LLM Query Scheduling with Prefix Reuse and Latency Constraints
Gregory Dexter, Shao Tang, Ata Fatahi Baarzi, Qingquan Song, Tejas Dharamsi, Aman Gupta
TL;DR
This work studies online scheduling of RadixAttention-enabled LLM queries under strict TTFT constraints, addressing how prefix reuse interacts with arrival dynamics. It formalizes a non-preemptive, prefix-aware scheduling model, proves TTFT feasibility is NP-Hard via a 3-PARTITION reduction, and introduces the $k$-LPM algorithm that generalizes FCFS and LPM to better balance reuse and waiting time. Theoretical results show $k$-LPM achieves improved TTFT under realistic data-generation assumptions, complemented by empirical validation on Llama-3.1-8B-Instruct demonstrating significant P99 TTFT reductions in practice. The work lays a foundation for prefix-aware, latency-conscious serving of LLMs and points to practical extensions like percentile-based guarantees and distributional traffic models.
Abstract
The efficient deployment of large language models (LLMs) in online settings requires optimizing inference performance under stringent latency constraints, particularly the time-to-first-token (TTFT) and time-per-output-token (TPOT). This paper focuses on the query scheduling problem for LLM inference with prefix reuse, a technique that leverages shared prefixes across queries to reduce computational overhead. Our work reveals previously unknown limitations of the existing first-come-first-serve (FCFS) and longest-prefix-match (LPM) scheduling strategies with respect to satisfying latency constraints. We present a formal theoretical framework for LLM query scheduling under RadixAttention, a prefix reuse mechanism that stores and reuses intermediate representations in a radix tree structure. Our analysis establishes the NP-hardness of the scheduling problem with prefix reuse under TTFT constraints and proposes a novel scheduling algorithm, $k$-LPM, which generalizes existing methods by balancing prefix reuse and fairness in query processing. Theoretical guarantees demonstrate that $k$-LPM achieves improved TTFT performance under realistic traffic patterns captured by a data generative model. Empirical evaluations in a realistic serving setting validates our findings, showing significant reductions in P99 TTFT compared to baseline methods.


# [Requirement]
The lines you return must be all those in the data that hold the string "JSON".
--- Exercise data ---
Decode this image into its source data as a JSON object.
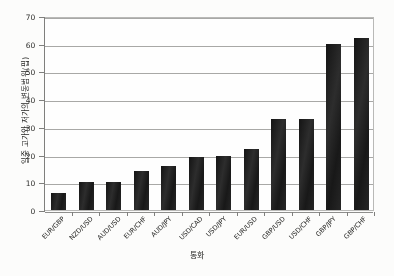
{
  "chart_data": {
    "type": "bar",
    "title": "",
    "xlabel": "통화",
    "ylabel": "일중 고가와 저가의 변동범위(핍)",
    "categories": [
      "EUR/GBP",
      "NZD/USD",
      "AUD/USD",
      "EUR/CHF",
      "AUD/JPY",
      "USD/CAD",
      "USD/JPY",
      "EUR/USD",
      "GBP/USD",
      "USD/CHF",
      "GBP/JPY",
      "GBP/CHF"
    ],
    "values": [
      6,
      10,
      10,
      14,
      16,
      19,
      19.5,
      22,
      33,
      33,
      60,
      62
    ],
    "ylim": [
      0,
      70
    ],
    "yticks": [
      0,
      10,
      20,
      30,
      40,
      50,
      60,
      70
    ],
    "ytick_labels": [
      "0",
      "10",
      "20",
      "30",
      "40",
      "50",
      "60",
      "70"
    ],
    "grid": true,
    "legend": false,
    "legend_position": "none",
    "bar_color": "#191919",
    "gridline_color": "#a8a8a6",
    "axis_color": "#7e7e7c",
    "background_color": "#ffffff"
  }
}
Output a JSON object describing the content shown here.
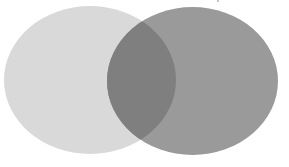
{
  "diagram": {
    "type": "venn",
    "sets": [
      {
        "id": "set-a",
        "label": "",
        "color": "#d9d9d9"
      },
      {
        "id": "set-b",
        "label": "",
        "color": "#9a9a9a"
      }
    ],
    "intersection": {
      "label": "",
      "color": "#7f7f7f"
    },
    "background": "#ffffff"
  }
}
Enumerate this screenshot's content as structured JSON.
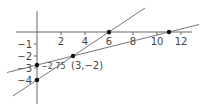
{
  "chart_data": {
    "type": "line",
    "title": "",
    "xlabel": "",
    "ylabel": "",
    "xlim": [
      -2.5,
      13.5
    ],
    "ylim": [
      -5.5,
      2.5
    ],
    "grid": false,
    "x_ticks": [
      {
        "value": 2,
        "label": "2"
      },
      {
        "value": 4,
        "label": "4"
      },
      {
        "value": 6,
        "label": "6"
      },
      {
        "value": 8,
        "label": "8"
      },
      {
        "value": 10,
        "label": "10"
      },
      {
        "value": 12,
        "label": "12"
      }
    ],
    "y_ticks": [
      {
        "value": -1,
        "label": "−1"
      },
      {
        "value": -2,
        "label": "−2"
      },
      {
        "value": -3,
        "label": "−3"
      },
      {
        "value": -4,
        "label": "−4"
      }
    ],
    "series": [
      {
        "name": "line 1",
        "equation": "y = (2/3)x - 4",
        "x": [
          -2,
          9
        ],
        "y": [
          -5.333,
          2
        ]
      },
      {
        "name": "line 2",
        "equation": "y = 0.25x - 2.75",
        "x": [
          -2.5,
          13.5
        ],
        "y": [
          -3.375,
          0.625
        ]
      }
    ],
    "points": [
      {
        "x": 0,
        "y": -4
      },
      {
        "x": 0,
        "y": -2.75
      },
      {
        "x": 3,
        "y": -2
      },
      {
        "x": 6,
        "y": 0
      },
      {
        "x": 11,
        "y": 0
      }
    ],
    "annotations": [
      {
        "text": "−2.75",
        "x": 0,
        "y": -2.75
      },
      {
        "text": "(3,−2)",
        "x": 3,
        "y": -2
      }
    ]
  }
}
---
--- Exercise data ---
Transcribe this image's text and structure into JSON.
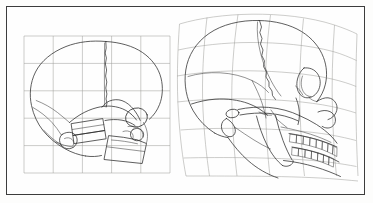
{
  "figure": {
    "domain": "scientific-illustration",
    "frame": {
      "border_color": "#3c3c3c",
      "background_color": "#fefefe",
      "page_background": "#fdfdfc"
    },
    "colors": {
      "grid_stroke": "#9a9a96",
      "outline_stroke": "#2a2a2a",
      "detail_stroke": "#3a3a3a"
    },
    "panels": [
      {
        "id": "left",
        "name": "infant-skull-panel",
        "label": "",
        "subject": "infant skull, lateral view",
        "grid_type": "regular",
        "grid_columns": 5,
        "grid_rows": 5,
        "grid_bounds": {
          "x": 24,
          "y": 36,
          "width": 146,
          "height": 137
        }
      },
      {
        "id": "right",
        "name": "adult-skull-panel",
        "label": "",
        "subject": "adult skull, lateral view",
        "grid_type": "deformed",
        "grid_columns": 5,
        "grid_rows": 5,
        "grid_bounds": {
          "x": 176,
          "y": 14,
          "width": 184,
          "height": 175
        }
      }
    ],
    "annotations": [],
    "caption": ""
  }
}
---
# [Output]
Decode this image into its source data as a JSON object.
Output a JSON object describing the content shown here.
Enumerate this screenshot's content as structured JSON.
Transcribe this image's text and structure into JSON.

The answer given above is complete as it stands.